Superintendent's Advisory Council on Instruction "Grading"
December 10, 2020
Kenneth Bassett, Director of Student Learning
Regulation Revision
New
- Expectations of greater teacher collaboration and consistency within and across schools
- Direction on missing and late work
- Explicit language on grade replacement
- Multiple Opportunities provided w/ conditions
- Discourage percentages; encourage use of rubric scoring
Unchanged
- Letter grade symbols
- S+, S, S-, N
- A, B+, B, C+, C, D+, D, F
- Grading scales-
- Percentage
- Grade point scales
- (4, 4.5, 5 point)
Formative vs Summative
- Practice
- Evaluative
Best practice include only summative grades in student grade calculations; however, most of our schools still provide some credit toward the practice or formative assessment in the overall quarter and course grade.
- Formative is usually not weighted in grading calculations- it is practice; however…
- Minimum- Grade level/course teams agree on how to calculate formative and summative assessment grades to promote greater consistency of teachers of the same course
Consistent Practices in Reassessment
- Reassessment not re-takes
- Not automatic, nor guaranteed- requires demonstration of preparation to be given the possibility of another opportunity
- Practices should be common among grade level/course teams
Too few items to base grade on
- Grades follow assessment
- Sufficient evidence should be available before making an evaluation
- Minimum of 6 per quarter*
"Real World" and Second chances
- Focus is on learning
- Practices should promote persistence
- Examples: Driver tests, pilot tests, LSAT, Nursing Boards, SAT, Teacher certs, etc.
- If not in school, then when and where? Assessment
- Grades follow assessment
- Not all assessments are graded
- All assessments require feedback to be effective
Feedback
- Research on score values vs. comments and reflective questions
- Importance of timeliness
- Feedback vs Reporting
- Student self-regulation
Purpose of Grading
Primary purpose is to communicate academic achievement level to students and parents, using a symbol and narrative comments.
Quality Grading Principles
Quality grades are:
- Accurate
- Meaningful
- Consistent & Fair
- Support Learning
Accuracy
Improve the accuracy of academic grades by not including behaviors such as:
- Attendance
- Effort
- Lateness
- Neatness
- Cheating *highly controversial and nuanced
- Based on established, uniform standards
- Use of clear learning targets or objectives
- Clear articulation of success criteria
- Use of appropriate scale (points, percentages, weights)
- Need for multiple measures
Meaningful & Consistent
- Understood by student
- Evidence-based (know and do)
- Built collaboratively with teacher teams (same grade/ course)
Supporting Learning
- Importance of quality designs
- Power of frequent formative assessment for learning
- Summative measurements that are valid and reliable
Food for Thought
"% grades provide 101 distinct levels of performance w/ two-thirds denoting failure." -Thomas R. Guskey
Timely Reporting
Several parents raised concerns about this. Regulations 561-2, 661-1, 661-2, 661-3 require minimum of weekly update to online grade book.
Improvements to Date
- Regulation revised-Grounded in best practices
- New grade book with additional capabilities
- New ParentVUE product to enhance communication
Selected Resources
Chappuis, J. Seven Strategies of Assessment for Learning, 2e. Upper Saddle River, NJ: Pearson Education, 2015. Print.
Dueck, Myron. Grading Smarter Not Harder. Alexandria, VA: ASCD, 2014. Print.
Guskey, Thomas R. "Making the Grade: What Benefits Students?" Educational Leadership 52:2 (1994): 14-20. Print.
Guskey, Thomas R. Practical Solutions for Serious Problems in Standards-Based Grading. Thousand Oaks, CA: Corwin Press, 2009. Print.
Marzano, Robert J. Classroom Assessment & Grading that Work. Alexandria, VA: ASCD, 2006. Print.
O'Connor, Ken. A Repair Kit for Grading: 15 Fixes for Broken Grades. Boston, MA: Pearson Education Inc., 2011. Print.
Stiggins, Rick., et al. Classroom Assessment for Student Learning: Doing It Right-Using It Well. Boston, MA: Pearson Education, 2011. Print.
Vatterott, Cathy. Rethinking Grading: Meaningful Assessment for Standards-Based Learning. Alexandria, VA: ASCD, 2015. Print.
Westerberg, Tim R. Charting a Course to Standards-Based Grading: What to Stop, What to Start, and Why It Matters. Alexandria, VA: ASCD, 2016. Print.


-- ACTION ITEM --
Reading the records below, find how many lines include the word "Deal" and give that number alone.

Source data

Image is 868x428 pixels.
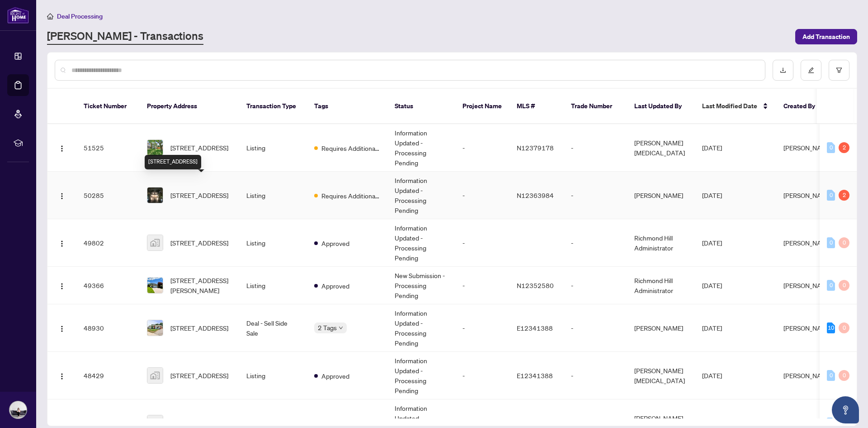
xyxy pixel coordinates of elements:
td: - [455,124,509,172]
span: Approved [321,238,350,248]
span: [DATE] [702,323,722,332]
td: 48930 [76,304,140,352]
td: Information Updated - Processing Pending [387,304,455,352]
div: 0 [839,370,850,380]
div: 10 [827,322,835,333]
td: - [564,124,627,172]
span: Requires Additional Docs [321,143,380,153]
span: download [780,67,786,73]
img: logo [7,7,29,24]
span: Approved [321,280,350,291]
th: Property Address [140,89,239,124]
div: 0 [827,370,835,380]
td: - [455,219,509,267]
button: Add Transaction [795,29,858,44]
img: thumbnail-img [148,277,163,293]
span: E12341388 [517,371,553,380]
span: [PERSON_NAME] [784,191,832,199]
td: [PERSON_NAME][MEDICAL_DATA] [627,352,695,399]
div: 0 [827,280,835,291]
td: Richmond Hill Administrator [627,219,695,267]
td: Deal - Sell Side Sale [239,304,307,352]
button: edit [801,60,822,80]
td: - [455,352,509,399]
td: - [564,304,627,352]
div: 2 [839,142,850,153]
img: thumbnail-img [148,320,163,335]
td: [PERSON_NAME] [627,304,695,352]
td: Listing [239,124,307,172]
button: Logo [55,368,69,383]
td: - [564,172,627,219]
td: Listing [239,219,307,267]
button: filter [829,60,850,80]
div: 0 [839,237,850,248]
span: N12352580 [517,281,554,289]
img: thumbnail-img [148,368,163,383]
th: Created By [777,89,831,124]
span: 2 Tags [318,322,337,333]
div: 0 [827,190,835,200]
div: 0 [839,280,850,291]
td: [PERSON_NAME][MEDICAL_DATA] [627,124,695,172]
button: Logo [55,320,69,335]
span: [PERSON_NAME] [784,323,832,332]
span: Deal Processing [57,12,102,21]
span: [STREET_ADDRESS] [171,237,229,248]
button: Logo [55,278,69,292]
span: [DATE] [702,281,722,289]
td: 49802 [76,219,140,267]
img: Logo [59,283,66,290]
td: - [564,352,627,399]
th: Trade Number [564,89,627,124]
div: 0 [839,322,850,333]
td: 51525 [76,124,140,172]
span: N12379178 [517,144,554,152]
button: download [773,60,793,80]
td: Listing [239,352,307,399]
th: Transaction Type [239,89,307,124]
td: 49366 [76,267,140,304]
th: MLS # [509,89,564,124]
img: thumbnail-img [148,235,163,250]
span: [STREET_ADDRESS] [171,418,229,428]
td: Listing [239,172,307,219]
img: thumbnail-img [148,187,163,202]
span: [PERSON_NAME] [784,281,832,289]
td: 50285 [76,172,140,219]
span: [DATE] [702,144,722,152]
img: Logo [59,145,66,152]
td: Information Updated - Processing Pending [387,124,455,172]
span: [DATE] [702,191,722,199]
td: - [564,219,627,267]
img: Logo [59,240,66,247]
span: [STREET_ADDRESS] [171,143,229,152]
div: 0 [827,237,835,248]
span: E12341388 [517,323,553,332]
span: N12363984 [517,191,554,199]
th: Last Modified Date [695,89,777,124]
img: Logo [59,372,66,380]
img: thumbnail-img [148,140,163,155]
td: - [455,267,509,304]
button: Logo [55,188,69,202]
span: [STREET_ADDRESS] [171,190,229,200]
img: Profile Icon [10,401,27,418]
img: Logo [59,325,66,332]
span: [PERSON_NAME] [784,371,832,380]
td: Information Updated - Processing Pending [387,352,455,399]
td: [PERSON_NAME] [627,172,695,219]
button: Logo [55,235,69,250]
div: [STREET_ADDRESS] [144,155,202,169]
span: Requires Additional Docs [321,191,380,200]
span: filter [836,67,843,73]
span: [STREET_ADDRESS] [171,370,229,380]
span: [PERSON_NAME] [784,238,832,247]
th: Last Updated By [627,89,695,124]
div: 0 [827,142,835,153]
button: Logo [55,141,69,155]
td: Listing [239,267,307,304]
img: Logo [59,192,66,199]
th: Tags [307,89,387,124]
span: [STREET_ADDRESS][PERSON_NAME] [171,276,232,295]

-- EXERCISE RESULT --
2